Acrostic Poems, Love and Life in the Lady’s Magazine

One of the fascinating, yet easily overlooked, genres of the Lady’s Magazine is that of the acrostic (or, as they are often termed, ‘acrostick’) poem. Readily dismissed as amateurish attempts at poetry, the acrostic holds a special place in my heart. The acrostic offers much potentially valuable information about contributors’ names, locations, and names of their beloved/friends/family. The form also depends more on writers’ — and readers’ — ingenuity than it usually receives credit for.

Screen Shot 2016-03-30 at 20.44.55The acrostic poems in the magazine were exploited by the contributors in deliberately revealing ways. Their use is often not merely an attempt to highlight the contributor’s cleverness, but a means of interacting with members of a local geographical community – most often (and this is why I love them) with the object of the writer’s affection. Contributors could give voice to questions, desires, apologies and declarations to those closest to them in their personal lives through the pages of the magazine. The medium of the periodical provided a veil that allowed, in particular, women to voice their desire to men without the danger of being directly observed by a social circle and consequently condemned for forward or coquettish behavior.

Within the pages of the poetry section, women were able to enjoy a flexible anonymity through which they could literally spell out their desires yet remain obscure enough to avoid any positive proofs of their declarations. 1789 was a particularly fruitful year for acrostic poems and one frustratingly elusive couple in particular drew my attention. A contributor who signed herself ‘Anna’ wrote an acrostic poem in September 1789 entitled ‘An Acrostical Prayer, on the much-lamented Illness of Mr. — of Au—y Ch—l’ (LM XX [Sept 1789]: 495) The poem spells out ‘Griffiths’. Anna’s prayer that Mr. Griffiths recover his health is repeated in November of the same year when she contributes the poem ‘Absence’ (LM XX [Nov 1789]: 604), lamenting the ongoing lack of ‘G—s’ whose health is unrestored.

Immediately following Anna’s poem ‘Absence’ appear ‘To Anna’, a short poem that is signed by ‘W. G.’ and states ‘my health returns, again I live’ (LM XX [Nov 1789]: 604) – perhaps the mysterious Griffiths of Au—y Ch—l? In April of 1790 Anna returns to the magazine to offer ‘A Thanksgiving for the Recovery of Mr. G —s’ which offers thanks and praise to God, to whom the poem is addressed. Yet Anna’s hopes for Griffiths’ recovery seem ill-founded. Seven months later, in November of 1790, over a year after her first poem appeared, Anna writes in again. This time the poem seems less joyful and more mournful; less certain and more doubtful. Anna’s poem is less focused on prayers and thanks to God, and more on Griffiths and his impression.

This final poem, ‘An Address to a Seal’, sees Anna turn away from prayer and Christian fortitude and turn to metaphor and imagery. Anna writes ‘As thy soft wax the deep impression takes, Which G—in thy sable surface makes: So doth my heart his image still retain, where his idea ever will remain’ (LM XXI [Nov 1790]: 609). It is not, perhaps, the most original or well-written poem to grace the pages of the magazine. But I think it is honest, and the testament of a woman’s love to a man she knows she may never see again. She is no longer coyly writing his name out in the acrostic; this is a different Anna indeed, who no longer begs ‘O Lord, my prayer receive’ (LM XX [Sept 1789]: 495). Anna in November 1790 addresses Griffith’s seal, not God, writing ‘And I will ever keep thee for his sake. To thee I will impart each doubt and fear’ (LM XXI [Nov 1790]: 609) – almost as though she has turned away from the God to whom she had once offered thanksgiving for Griffiths’ recovery, only to see him fall ill again.

Anna never writes about ‘G’, ‘G—s’, or ‘Griffiths’ again. Her final lines in ‘An Address to a Seal’ that ‘O may my hopes no more delusive be, then every anxious doubt and fear will flee’ (LM XXI [Nov 1790]: 609) remain, for us, unanswered. In spite of having spent hours searching for traces of a W. Griffiths or Anna (possible Anna Griffiths) of Au—y Ch—l, I’ve yet to find anything definitive. Even though Anna is not one of the magazine’s most prolific or talented contributors, she is characteristic of the magazine’s many nameless, faceless writers: she voices her hopes, fears and love; she evolves through the pages of the magazine, she shares a little bit of her heartbreak and her world, and then she disappears.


# ACTIVITY
Omit the pictures from the entries below and retype everything else exactly.

# DATA PROVIDED
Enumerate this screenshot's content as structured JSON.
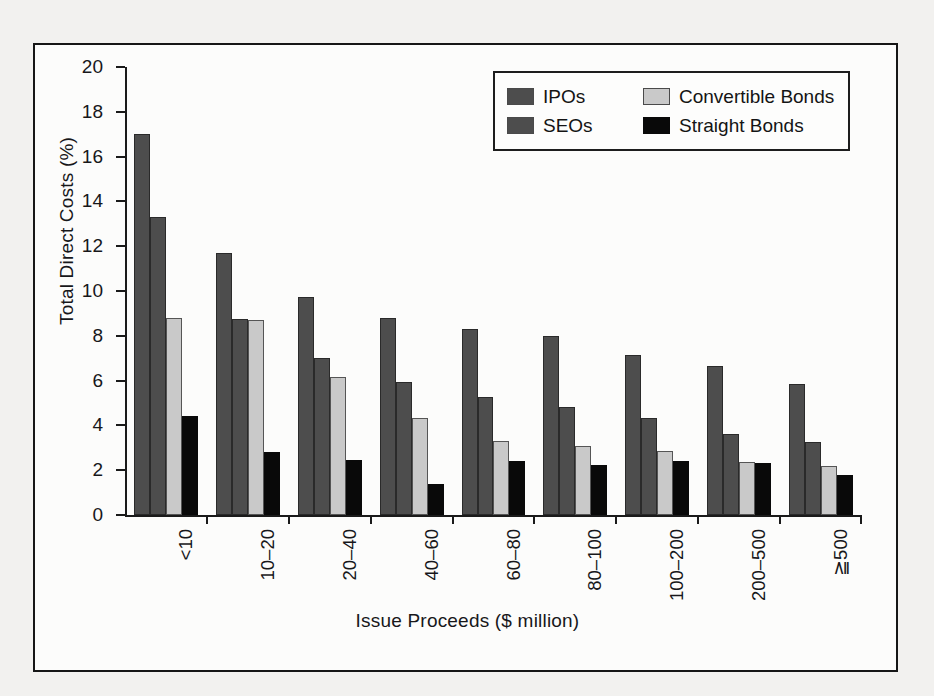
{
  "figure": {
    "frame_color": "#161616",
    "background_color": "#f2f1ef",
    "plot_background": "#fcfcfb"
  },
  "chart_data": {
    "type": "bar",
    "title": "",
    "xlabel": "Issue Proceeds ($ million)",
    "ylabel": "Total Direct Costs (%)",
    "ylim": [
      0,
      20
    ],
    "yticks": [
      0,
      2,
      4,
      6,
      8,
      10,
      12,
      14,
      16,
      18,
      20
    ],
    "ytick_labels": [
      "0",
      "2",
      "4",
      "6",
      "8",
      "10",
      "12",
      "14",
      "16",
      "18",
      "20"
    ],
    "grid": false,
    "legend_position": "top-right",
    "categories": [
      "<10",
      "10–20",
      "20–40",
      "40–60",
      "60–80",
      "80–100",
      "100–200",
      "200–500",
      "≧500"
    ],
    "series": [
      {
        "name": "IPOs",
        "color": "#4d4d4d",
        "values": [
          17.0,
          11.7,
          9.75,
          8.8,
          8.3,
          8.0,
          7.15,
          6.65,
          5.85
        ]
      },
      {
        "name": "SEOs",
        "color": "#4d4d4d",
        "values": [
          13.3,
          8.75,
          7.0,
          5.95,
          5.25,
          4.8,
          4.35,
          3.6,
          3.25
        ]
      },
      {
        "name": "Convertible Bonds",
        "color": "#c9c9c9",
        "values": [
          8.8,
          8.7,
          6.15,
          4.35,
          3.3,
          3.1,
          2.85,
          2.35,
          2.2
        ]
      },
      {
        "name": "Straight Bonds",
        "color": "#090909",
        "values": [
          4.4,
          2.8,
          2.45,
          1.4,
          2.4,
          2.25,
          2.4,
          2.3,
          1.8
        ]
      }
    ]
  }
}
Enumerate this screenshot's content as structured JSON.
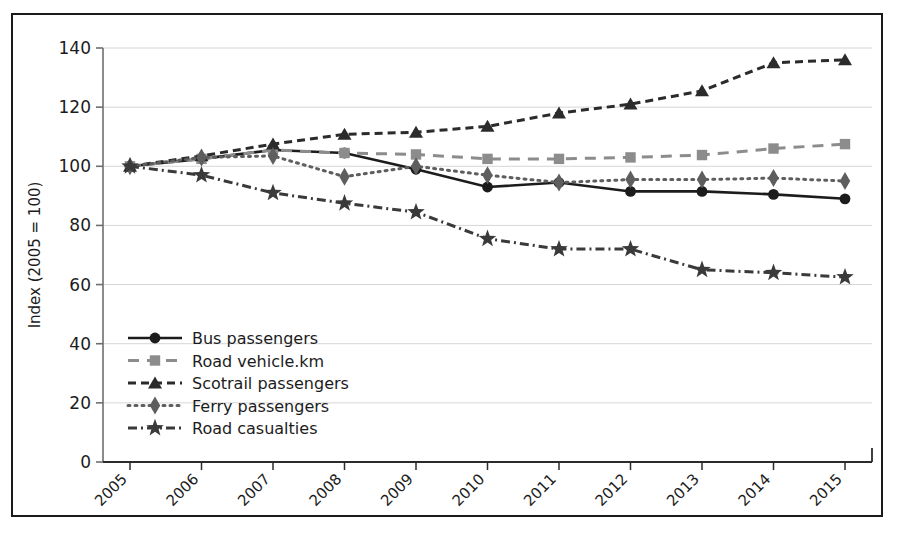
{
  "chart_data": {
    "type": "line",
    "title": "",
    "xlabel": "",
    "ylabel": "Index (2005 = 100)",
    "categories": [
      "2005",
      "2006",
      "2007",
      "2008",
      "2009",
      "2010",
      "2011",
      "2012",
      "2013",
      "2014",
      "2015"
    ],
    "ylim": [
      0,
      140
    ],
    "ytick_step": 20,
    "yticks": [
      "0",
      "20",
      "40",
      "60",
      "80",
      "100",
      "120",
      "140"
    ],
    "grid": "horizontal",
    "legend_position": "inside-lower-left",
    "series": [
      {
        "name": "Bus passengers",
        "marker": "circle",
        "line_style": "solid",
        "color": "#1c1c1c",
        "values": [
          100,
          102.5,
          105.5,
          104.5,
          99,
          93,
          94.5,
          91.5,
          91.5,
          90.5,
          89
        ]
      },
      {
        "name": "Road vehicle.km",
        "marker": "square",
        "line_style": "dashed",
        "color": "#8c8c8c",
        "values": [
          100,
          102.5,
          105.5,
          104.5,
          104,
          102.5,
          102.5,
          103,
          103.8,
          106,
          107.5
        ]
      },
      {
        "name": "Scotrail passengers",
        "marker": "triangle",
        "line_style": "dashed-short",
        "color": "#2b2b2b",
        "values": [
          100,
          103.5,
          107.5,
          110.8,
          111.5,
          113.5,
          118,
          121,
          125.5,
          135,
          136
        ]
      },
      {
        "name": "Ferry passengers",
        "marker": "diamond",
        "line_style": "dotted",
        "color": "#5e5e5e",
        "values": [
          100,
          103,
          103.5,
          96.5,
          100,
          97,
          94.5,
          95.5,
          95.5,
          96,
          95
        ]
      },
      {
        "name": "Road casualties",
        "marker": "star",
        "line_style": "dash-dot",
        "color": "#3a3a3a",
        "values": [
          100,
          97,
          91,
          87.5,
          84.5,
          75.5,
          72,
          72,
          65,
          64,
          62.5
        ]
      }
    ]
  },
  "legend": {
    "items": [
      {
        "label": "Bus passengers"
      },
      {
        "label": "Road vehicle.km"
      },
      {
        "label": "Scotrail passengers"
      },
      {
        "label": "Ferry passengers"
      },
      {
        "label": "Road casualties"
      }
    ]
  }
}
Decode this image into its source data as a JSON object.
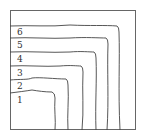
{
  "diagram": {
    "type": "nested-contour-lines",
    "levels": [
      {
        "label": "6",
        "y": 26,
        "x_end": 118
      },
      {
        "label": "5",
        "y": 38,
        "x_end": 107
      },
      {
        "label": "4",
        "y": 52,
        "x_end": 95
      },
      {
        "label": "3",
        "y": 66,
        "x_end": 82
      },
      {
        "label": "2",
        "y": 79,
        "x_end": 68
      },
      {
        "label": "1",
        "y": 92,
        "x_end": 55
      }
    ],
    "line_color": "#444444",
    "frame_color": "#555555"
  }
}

# COMPLETED TASK
Enumerate this screenshot's content as structured JSON.
{
  "figure": {
    "frame_color": "#161616",
    "background_color": "#f2f1ef",
    "plot_background": "#fcfcfb"
  },
  "chart_data": {
    "type": "bar",
    "title": "",
    "xlabel": "Issue Proceeds ($ million)",
    "ylabel": "Total Direct Costs (%)",
    "ylim": [
      0,
      20
    ],
    "yticks": [
      0,
      2,
      4,
      6,
      8,
      10,
      12,
      14,
      16,
      18,
      20
    ],
    "ytick_labels": [
      "0",
      "2",
      "4",
      "6",
      "8",
      "10",
      "12",
      "14",
      "16",
      "18",
      "20"
    ],
    "grid": false,
    "legend_position": "top-right",
    "categories": [
      "<10",
      "10–20",
      "20–40",
      "40–60",
      "60–80",
      "80–100",
      "100–200",
      "200–500",
      "≧500"
    ],
    "series": [
      {
        "name": "IPOs",
        "color": "#4d4d4d",
        "values": [
          17.0,
          11.7,
          9.75,
          8.8,
          8.3,
          8.0,
          7.15,
          6.65,
          5.85
        ]
      },
      {
        "name": "SEOs",
        "color": "#4d4d4d",
        "values": [
          13.3,
          8.75,
          7.0,
          5.95,
          5.25,
          4.8,
          4.35,
          3.6,
          3.25
        ]
      },
      {
        "name": "Convertible Bonds",
        "color": "#c9c9c9",
        "values": [
          8.8,
          8.7,
          6.15,
          4.35,
          3.3,
          3.1,
          2.85,
          2.35,
          2.2
        ]
      },
      {
        "name": "Straight Bonds",
        "color": "#090909",
        "values": [
          4.4,
          2.8,
          2.45,
          1.4,
          2.4,
          2.25,
          2.4,
          2.3,
          1.8
        ]
      }
    ]
  }
}
Enumerate this screenshot's content as structured JSON.
{
  "chart_data": {
    "type": "line",
    "title": "",
    "xlabel": "",
    "ylabel": "Index (2005 = 100)",
    "categories": [
      "2005",
      "2006",
      "2007",
      "2008",
      "2009",
      "2010",
      "2011",
      "2012",
      "2013",
      "2014",
      "2015"
    ],
    "ylim": [
      0,
      140
    ],
    "ytick_step": 20,
    "yticks": [
      "0",
      "20",
      "40",
      "60",
      "80",
      "100",
      "120",
      "140"
    ],
    "grid": "horizontal",
    "legend_position": "inside-lower-left",
    "series": [
      {
        "name": "Bus passengers",
        "marker": "circle",
        "line_style": "solid",
        "color": "#1c1c1c",
        "values": [
          100,
          102.5,
          105.5,
          104.5,
          99,
          93,
          94.5,
          91.5,
          91.5,
          90.5,
          89
        ]
      },
      {
        "name": "Road vehicle.km",
        "marker": "square",
        "line_style": "dashed",
        "color": "#8c8c8c",
        "values": [
          100,
          102.5,
          105.5,
          104.5,
          104,
          102.5,
          102.5,
          103,
          103.8,
          106,
          107.5
        ]
      },
      {
        "name": "Scotrail passengers",
        "marker": "triangle",
        "line_style": "dashed-short",
        "color": "#2b2b2b",
        "values": [
          100,
          103.5,
          107.5,
          110.8,
          111.5,
          113.5,
          118,
          121,
          125.5,
          135,
          136
        ]
      },
      {
        "name": "Ferry passengers",
        "marker": "diamond",
        "line_style": "dotted",
        "color": "#5e5e5e",
        "values": [
          100,
          103,
          103.5,
          96.5,
          100,
          97,
          94.5,
          95.5,
          95.5,
          96,
          95
        ]
      },
      {
        "name": "Road casualties",
        "marker": "star",
        "line_style": "dash-dot",
        "color": "#3a3a3a",
        "values": [
          100,
          97,
          91,
          87.5,
          84.5,
          75.5,
          72,
          72,
          65,
          64,
          62.5
        ]
      }
    ]
  },
  "legend": {
    "items": [
      {
        "label": "Bus passengers"
      },
      {
        "label": "Road vehicle.km"
      },
      {
        "label": "Scotrail passengers"
      },
      {
        "label": "Ferry passengers"
      },
      {
        "label": "Road casualties"
      }
    ]
  }
}
Decode this image into its source data as a JSON object.
{
  "diagram": {
    "type": "nested-contour-lines",
    "levels": [
      {
        "label": "6",
        "y": 26,
        "x_end": 118
      },
      {
        "label": "5",
        "y": 38,
        "x_end": 107
      },
      {
        "label": "4",
        "y": 52,
        "x_end": 95
      },
      {
        "label": "3",
        "y": 66,
        "x_end": 82
      },
      {
        "label": "2",
        "y": 79,
        "x_end": 68
      },
      {
        "label": "1",
        "y": 92,
        "x_end": 55
      }
    ],
    "line_color": "#444444",
    "frame_color": "#555555"
  }
}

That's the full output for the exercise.